‘Casanova Killer’ Who Claimed He Murdered 70 Women, Including Nicole Brown Simpson, Set to Be Executed Next Month
A self-proclaimed serial killer who once boasted of killing 70 women to a member of law enforcement is set to be executed in Florida next month.
Glen Rogers, also known as “The Casanova Killer,” will be put to death on May 15 by lethal injection after Gov. Ron DeSantis signed his death warrant on April 15.
A jury sentenced Rogers, 62, to death back in 1997 after convicting him of first-degree murder, armed robbery and grand theft of a motor vehicle following the death of 34-year-old Tina Marie Cribbs.
The final moments of Cribbs’ life are detailed in a motion filed by prosecutors in response to the second of Rogers’ three failed attempts to overturn his guilty verdict.

Rogers met Cribbs at a bar in Tampa and convinced her to drive him home, according to the motion.
Cribbs informed her three friends she would only be gone for 15 minutes because she was set to meet her mother at the bar, the motion says.
But she never returned that night.
“When Cribbs’ mother, Mary Dicke, arrived twenty minutes later to meet her daughter as they had planned, Cribbs had not yet returned,” the motion reads. “Dicke waited for her daughter at the bar for nearly an hour and a half. ”
Dicke also sent 30 messages to her daughter’s beeper but got no response, according to the motion, which also notes that the mother-of-two failed to show up to work the next day.
Her body was discovered a few days later in a motel room rented by Rogers, according to the motion.
“Cribbs was found lying on her back in the bathtub. She was clothed, wearing a damp T-shirt, underwear, and socks. On the bathroom floor, authorities found a damp pile of clothes an bloodstained towels,” the motion reads.
She had been stabbed in the chest and buttocks, and there was evidence of defensive wounds, the motion reads.
Missing were a ring and watch that Cribbs often wore and her car, which Rogers was driving a week later when arrested in Kentucky, per the motion.

It was while in custody in Kentucky that Rogers boasted of killing 70 women. Years later, his brother claimed that Rogers said he was responsible for the murders of Nicole Brown Simpson and Ron Goldman.
The Los Angeles Police Department dismissed that claim, but it did inspire a made-for-TV movie starring Mena Suvari as Brown Simpson.
Despite his claims, Rogers was only convicted in two murder cases, the second after a 1999 trial in the state of California.
That trial also ended with the jury sentencing him to death, but he remained incarcerated in Florida.
Court records show that lawyers for both sides are now rushing to wrap up any and all lingering legal proceedings with just one month until Rogers’ execution. Given the timeline, prosecutors have requested that Rogers file a post-conviction motion by April 19 in court filings.
Rogers is the father of two adult children from his first marriage to high school sweetheart, Deborah Nix.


» **YOUR INSTRUCTIONS**: Would you reproduce exactly, and only, the lines starting at the one with "has height=616, width=1193." and ending at the last line of the data, with both included? Leave the pictures out.

» **DATA IN THIS EXERCISE**:
- - -
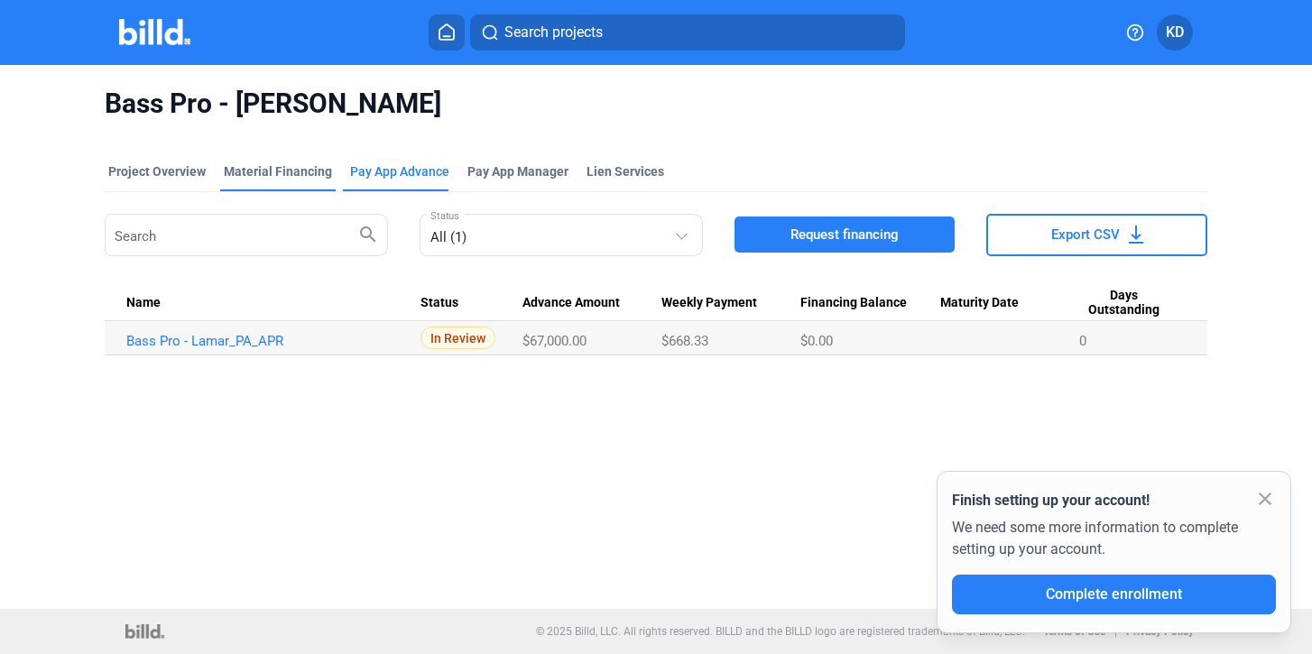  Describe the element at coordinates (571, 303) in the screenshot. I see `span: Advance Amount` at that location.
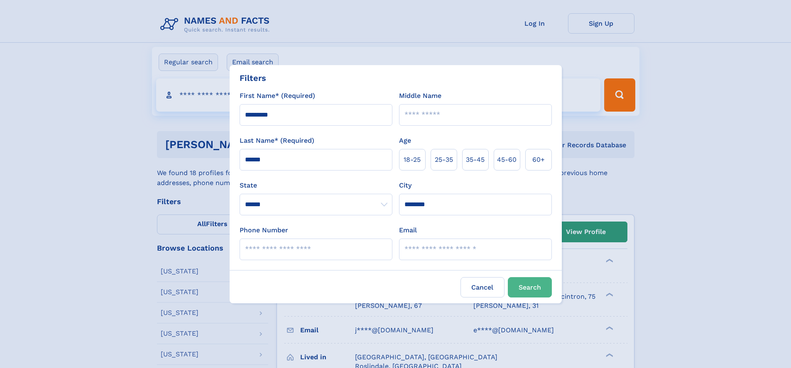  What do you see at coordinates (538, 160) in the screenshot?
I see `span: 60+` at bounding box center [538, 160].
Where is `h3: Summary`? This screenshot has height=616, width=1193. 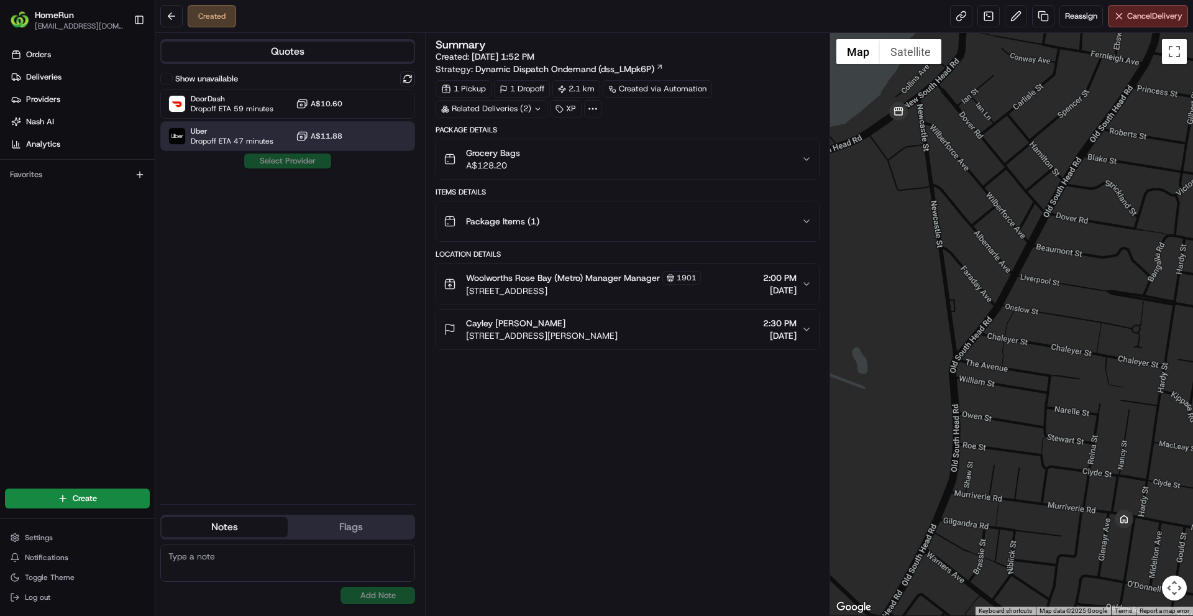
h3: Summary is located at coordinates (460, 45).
- - -
» **TASK RESULT**:
Where is `h3: Summary`? This screenshot has height=616, width=1193. 
h3: Summary is located at coordinates (460, 45).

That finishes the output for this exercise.